๐ฆ๐๐ฎ๐ฟ๐๐ถ๐ป๐ด ๐๐ต๐ฒ ๐๐ผ๐ผ๐ธ โ ๐จ๐ป๐ถ๐พ๐๐ฒ ๐๐ฑ๐ฒ๐ฎ๐?
aIt has been quite a while since I started writing Demon Rising; quite a while indeed. Over a decade ago, I sat down to begin my typing, but life jumped in my way many. Believe it or not, the idea for a fantasy zombie apocalypse came to me a long time before Walking Dead came onto the screens, the TV series causing zombie mania, and that was 12 years ago. Iโd like to think my mind was one step ahead!
Iโve always looked for something different to write in my stories and although one advice giver on YouTube stated youโll never get something unique in writing (quite right), I came up with techniques the combination of which I hoped would make it special. My first was the idea of a fantasy zombie apocalypse. Iโd played Warhammer as a kid and teen so thereโs always been zombie armies in my life, but what about that slow build up, infection, survival of the fittest style film that Night of the Living Dead brought into the world? Iโd never really seen books or films in this area (though Iโd guess there are) so it seems a direction to go in.
My next take was first person. Itโs one of the trickier ways of writing, giving too many โI didโ, โI walkedโ and โI hatedโ can really kill the buzz, but that made it more of a challenge. Possibly I regretted this after realising just how often you think in the third person when storytelling. As it happens, the style worked out pretty well with my beta readers so I can be fairly proud in that sense.
Another idea was to do each chapter from more than one point of view. There were questions to be asked about this; how many people should they be viewed from; is each chapter repeated, but from other characters thought; is any text repeated. I slowly answered these questions as I thought about it, beginning to develop a style that I really enjoyed and believed was different. It turns out that A Game of Thrones author George R. R. Martin had thought of it long, long before I did and Iโm guessing a lot more have done it before and since. With hindsight, it seems pretty obvious that this would be the case.
The style turned out pretty well. For most of the book there were 5000 words per chapter, so doing about 1000 words per character seemed to work out nice. At the start, with fewer characters, some came up more than once but the sequence of events continued, rather than being repeated. As one of my beta readers said: first person is hard to do, but because Iโd done a slight overlap between each character (about a paragraph) it made it clear and easy to follow.
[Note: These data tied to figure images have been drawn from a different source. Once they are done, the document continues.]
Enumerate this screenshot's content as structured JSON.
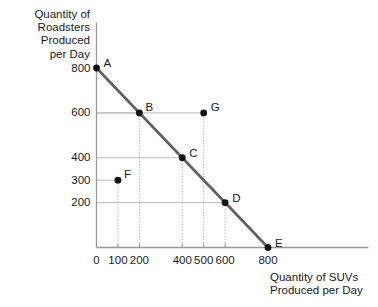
{
  "chart_data": {
    "type": "line",
    "title": "",
    "subtitle": "",
    "xlabel": "Quantity of SUVs\nProduced per Day",
    "ylabel": "Quantity of\nRoadsters\nProduced\nper Day",
    "xlim": [
      0,
      900
    ],
    "ylim": [
      0,
      860
    ],
    "grid": true,
    "legend_position": "none",
    "xticks": [
      {
        "value": 0,
        "label": "0"
      },
      {
        "value": 100,
        "label": "100"
      },
      {
        "value": 200,
        "label": "200"
      },
      {
        "value": 400,
        "label": "400"
      },
      {
        "value": 500,
        "label": "500"
      },
      {
        "value": 600,
        "label": "600"
      },
      {
        "value": 800,
        "label": "800"
      }
    ],
    "yticks": [
      {
        "value": 200,
        "label": "200"
      },
      {
        "value": 300,
        "label": "300"
      },
      {
        "value": 400,
        "label": "400"
      },
      {
        "value": 600,
        "label": "600"
      },
      {
        "value": 800,
        "label": "800"
      }
    ],
    "series": [
      {
        "name": "Production Possibilities Frontier",
        "type": "line",
        "color": "#5f5f5f",
        "x": [
          0,
          800
        ],
        "y": [
          800,
          0
        ]
      }
    ],
    "points": [
      {
        "label": "A",
        "x": 0,
        "y": 800,
        "on_frontier": true,
        "label_dx": 7,
        "label_dy": -11
      },
      {
        "label": "B",
        "x": 200,
        "y": 600,
        "on_frontier": true,
        "label_dx": 6,
        "label_dy": -12
      },
      {
        "label": "C",
        "x": 400,
        "y": 400,
        "on_frontier": true,
        "label_dx": 7,
        "label_dy": -11
      },
      {
        "label": "D",
        "x": 600,
        "y": 200,
        "on_frontier": true,
        "label_dx": 7,
        "label_dy": -11
      },
      {
        "label": "E",
        "x": 800,
        "y": 0,
        "on_frontier": true,
        "label_dx": 7,
        "label_dy": -11
      },
      {
        "label": "F",
        "x": 100,
        "y": 300,
        "on_frontier": false,
        "label_dx": 6,
        "label_dy": -12
      },
      {
        "label": "G",
        "x": 500,
        "y": 600,
        "on_frontier": false,
        "label_dx": 7,
        "label_dy": -12
      }
    ],
    "point_color": "#111111",
    "gridline_color": "#b9b9b9",
    "axis_color": "#9a9a9a"
  }
}
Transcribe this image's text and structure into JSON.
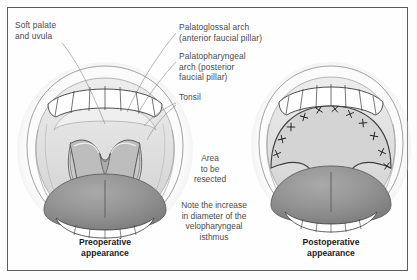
{
  "figure": {
    "frame_color": "#5b5b5b",
    "background_color": "#fefefe",
    "text_color": "#4a4a4a",
    "caption_color": "#1c1c1c",
    "tongue_color": "#8e8e8e",
    "mucosa_color": "#d9d9d9"
  },
  "labels": {
    "soft_palate": "Soft palate\nand uvula",
    "palatoglossal": "Palatoglossal arch\n(anterior faucial pillar)",
    "palatopharyngeal": "Palatopharyngeal\narch (posterior\nfaucial pillar)",
    "tonsil": "Tonsil"
  },
  "annotations": {
    "area_to_be_resected": "Area\nto be\nresected",
    "note": "Note the increase\nin diameter of the\nvelopharyngeal\nisthmus"
  },
  "captions": {
    "preoperative": "Preoperative\nappearance",
    "postoperative": "Postoperative\nappearance"
  },
  "diagram_parts": {
    "left_panel": "preoperative-oral-cavity",
    "right_panel": "postoperative-oral-cavity",
    "upper_teeth": "upper-dental-arch",
    "lower_teeth": "lower-dental-arch",
    "tongue": "tongue",
    "uvula": "uvula",
    "sutures": "suture-marks"
  }
}
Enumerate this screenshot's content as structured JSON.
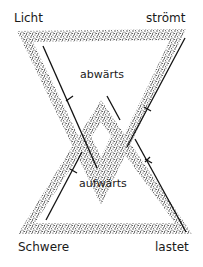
{
  "diagram": {
    "type": "interlocking-triangles",
    "labels": {
      "top_left": "Licht",
      "top_right": "strömt",
      "bottom_left": "Schwere",
      "bottom_right": "lastet",
      "upper_center": "abwärts",
      "lower_center": "aufwärts"
    },
    "colors": {
      "stipple": "#2a2a2a",
      "line": "#111111",
      "background": "#ffffff"
    },
    "shapes": [
      {
        "name": "downward-triangle",
        "meaning": "Licht strömt abwärts"
      },
      {
        "name": "upward-triangle",
        "meaning": "Schwere lastet aufwärts"
      }
    ]
  }
}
My last idea was to throw supernatural in as well. Iโd read the Dresden series, where the wizard-detective was set in the real that had supernatural elements. However, they werenโt plodding around your everyday life or hidden in the shadows of secret organisations like in Underworld. I went for such a style where the world I wrote in (that of a 17th โ 19th century style with no gunpowder weapons) didnโt realise there were supernatural creatures, and so the events becomes a shock to most of its people. It brought another angle that turned into a style I love.
Anyway, I hope these differences make you interested and pull you towards trying the book. Iโd like to think it is unique, or at least the combination of ideas is, and it will draw you in. My beta readers certainly havenโt criticised the style, so I hope you wonโt too. Remember, Demon Rising will be free when it comes out, so keep your eyes open and give it a go. Enjoy.
If you want to know more about this up and coming novel, you can like my page on facebook to get tit-bits, read about the characters, and see the history of the book’s world. https://www.facebook.com/HywelGriffithsAuthor
January 20, 2022 at 9:18 am |
Reblogged this on The925alternative's Blog and commented:
Thanks Wandering Ambivert, Andrea, Childrenโs book illustrator, DirtySciFiBuddha, Poetry for Finding Meaning in the Madness – glad you liked the post!